Klarinet Archive - Posting 000211.txt from 2002/06

From: Tony@-----.uk (Tony Pay)
Subj: [kl] Students and 'students'
Date: Thu, 6 Jun 2002 16:25:10 -0400

On Thu, 6 Jun 2002 14:12:10 EDT, LeliaLoban@-----.com said:

> The system of juried competition and the easy availability of
> first-rate, professional recordings train both teachers and students
> to judge harshly who belongs in music and who doesn't. (Those
> quotation marks in the thread title say it all.) It seems to me that
> kids who will never play like the recordings, no matter how much they
> practice, usually figure that out long before a parent or a teacher
> officially breaks the news. Waiting for that news, expecting it,
> avoiding and dreading that conversation, can be worse than hearing it.

Without wanting to disagree with what Lelia says here, I do want to
point out that "those quotation marks in the thread title" were mine,
and were intended to start a new thread (unsuccessfully as it happened),
dealing specifically with the issue of students who *didn't want to be
in the lessons* (hence, they were 'students' rather than students).

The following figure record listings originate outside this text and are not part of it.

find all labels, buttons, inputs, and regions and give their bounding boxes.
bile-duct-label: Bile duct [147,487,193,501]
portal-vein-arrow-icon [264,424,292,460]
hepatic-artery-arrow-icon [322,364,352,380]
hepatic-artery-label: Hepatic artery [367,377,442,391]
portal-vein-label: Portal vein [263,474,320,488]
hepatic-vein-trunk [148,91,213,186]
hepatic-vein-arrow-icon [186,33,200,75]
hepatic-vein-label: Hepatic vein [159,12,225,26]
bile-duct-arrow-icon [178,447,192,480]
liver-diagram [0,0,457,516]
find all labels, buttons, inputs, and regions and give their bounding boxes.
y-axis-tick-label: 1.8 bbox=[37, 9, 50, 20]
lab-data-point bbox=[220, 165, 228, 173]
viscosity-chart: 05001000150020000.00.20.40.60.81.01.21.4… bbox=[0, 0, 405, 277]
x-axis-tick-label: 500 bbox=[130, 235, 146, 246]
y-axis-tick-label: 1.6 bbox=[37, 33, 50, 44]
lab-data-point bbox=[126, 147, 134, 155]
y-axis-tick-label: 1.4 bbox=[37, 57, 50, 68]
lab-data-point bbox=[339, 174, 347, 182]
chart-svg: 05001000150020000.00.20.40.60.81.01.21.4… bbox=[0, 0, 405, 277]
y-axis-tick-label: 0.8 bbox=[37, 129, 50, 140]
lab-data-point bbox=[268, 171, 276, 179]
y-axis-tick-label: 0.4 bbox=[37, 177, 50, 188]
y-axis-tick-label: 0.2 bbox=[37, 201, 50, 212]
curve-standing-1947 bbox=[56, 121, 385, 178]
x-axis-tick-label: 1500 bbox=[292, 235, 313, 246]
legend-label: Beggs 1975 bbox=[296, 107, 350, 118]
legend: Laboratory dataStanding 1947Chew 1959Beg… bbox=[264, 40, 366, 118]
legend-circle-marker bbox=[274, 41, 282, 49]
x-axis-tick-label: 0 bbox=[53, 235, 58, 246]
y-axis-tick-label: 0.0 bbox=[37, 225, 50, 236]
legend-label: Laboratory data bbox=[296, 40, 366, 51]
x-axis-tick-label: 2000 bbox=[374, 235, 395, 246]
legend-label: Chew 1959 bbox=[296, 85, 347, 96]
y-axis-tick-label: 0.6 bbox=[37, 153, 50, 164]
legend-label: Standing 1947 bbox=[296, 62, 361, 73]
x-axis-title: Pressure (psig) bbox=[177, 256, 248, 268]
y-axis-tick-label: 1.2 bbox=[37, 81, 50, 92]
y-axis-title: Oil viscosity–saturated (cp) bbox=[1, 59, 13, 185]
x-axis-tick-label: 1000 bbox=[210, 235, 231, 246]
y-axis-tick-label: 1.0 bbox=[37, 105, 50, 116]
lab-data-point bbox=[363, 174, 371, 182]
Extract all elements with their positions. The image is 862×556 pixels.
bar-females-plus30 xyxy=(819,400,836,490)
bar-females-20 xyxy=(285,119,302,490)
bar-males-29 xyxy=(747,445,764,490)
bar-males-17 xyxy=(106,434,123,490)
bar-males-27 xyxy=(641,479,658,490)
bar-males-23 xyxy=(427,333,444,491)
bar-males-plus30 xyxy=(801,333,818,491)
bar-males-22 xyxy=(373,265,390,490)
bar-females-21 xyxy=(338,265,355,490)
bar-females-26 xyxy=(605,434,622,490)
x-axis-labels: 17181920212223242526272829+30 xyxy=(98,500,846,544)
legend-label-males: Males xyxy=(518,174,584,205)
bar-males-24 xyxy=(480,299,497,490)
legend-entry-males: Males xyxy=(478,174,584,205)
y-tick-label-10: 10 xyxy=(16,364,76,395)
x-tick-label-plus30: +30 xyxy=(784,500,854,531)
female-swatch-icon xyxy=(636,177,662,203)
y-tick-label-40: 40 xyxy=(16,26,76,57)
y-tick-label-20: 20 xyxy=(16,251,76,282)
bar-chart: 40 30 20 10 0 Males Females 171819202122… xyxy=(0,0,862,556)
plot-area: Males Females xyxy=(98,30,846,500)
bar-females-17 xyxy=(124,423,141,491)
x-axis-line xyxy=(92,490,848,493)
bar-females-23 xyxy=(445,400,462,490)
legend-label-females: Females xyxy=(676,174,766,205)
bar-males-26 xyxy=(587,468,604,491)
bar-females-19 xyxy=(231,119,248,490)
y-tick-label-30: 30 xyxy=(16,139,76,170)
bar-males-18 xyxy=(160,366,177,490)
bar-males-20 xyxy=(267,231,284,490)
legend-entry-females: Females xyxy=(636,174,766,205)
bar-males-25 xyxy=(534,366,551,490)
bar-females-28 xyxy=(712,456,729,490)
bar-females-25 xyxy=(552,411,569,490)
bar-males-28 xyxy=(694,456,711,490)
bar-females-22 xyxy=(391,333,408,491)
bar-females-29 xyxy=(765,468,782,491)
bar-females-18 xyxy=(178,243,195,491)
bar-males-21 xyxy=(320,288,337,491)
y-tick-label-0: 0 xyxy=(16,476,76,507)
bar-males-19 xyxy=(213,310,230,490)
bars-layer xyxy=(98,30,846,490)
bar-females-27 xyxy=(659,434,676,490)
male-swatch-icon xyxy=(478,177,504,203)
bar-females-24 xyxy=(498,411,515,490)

I say that those students, simply because they don't want to be there,
*shouldn't* be there.

The first paragraph of my post ran:

> Nowadays teaching is almost always something imposed on a kid who
> doesn't want it. This is one of the great ills of our times.

Some people took this at face value; but many more took the discussion
in the direction of, we have to show them it's hard work...we have to
show them it's fun...we mustn't bribe them...they need to learn that
it's not all... and so on. I'm not saying that some wise things weren't
said about all of that, either.

Jay Webler said in response to my paragraph:

> Very true. This is why I suggest the parents use their hard-earned
> money for a good dinner.

....which strikes me as a pretty adult-centered reaction to what I
posted. He went on to say:

> I have found that over the last three years I have been able to
> establish a base of students who do want to learn. As I said before,
> it causes for slower growth, but in the long term it is much more
> satisfying.

If you mean that your list of students, now consisting of students who
want to learn, are more satisfied than the previous lot, some of whom
didn't, then that's obvious. Or perhaps you meant that it was more
satisfying for *you*. I can identify with that.

But my point was a different one: namely, that the students you're now
*not* teaching are very probably more satisfied too! And, you don't
have to blame them.

They can do something *they* find more interesting.

Essentially, all I'm trying to do here is to call attention to a rather
simple something that I admit I still find difficult to realise for
myself, and that I'm convinced is worth working quite hard at: namely,
the experiencing of that extraordinary change that comes over you when
you succeed in imagining, just for a moment, that your kids, and often
other people's kids, really are.....*you*.

By the way, I think that *not* realising that goes along with wanting to
protect kids from hearing swear-words, for anyone who wants to add a bit
of seasoning to the blinding flash of insight I've just given you.

Or not:-)

Tony
--
_________ Tony Pay
|ony:-) 79 Southmoor Rd Tony@-----.uk
| |ay Oxford OX2 6RE http://classicalplus.gmn.com/artists
tel/fax 01865 553339

.... I'm an absolute, off-the-wall fanatical moderate.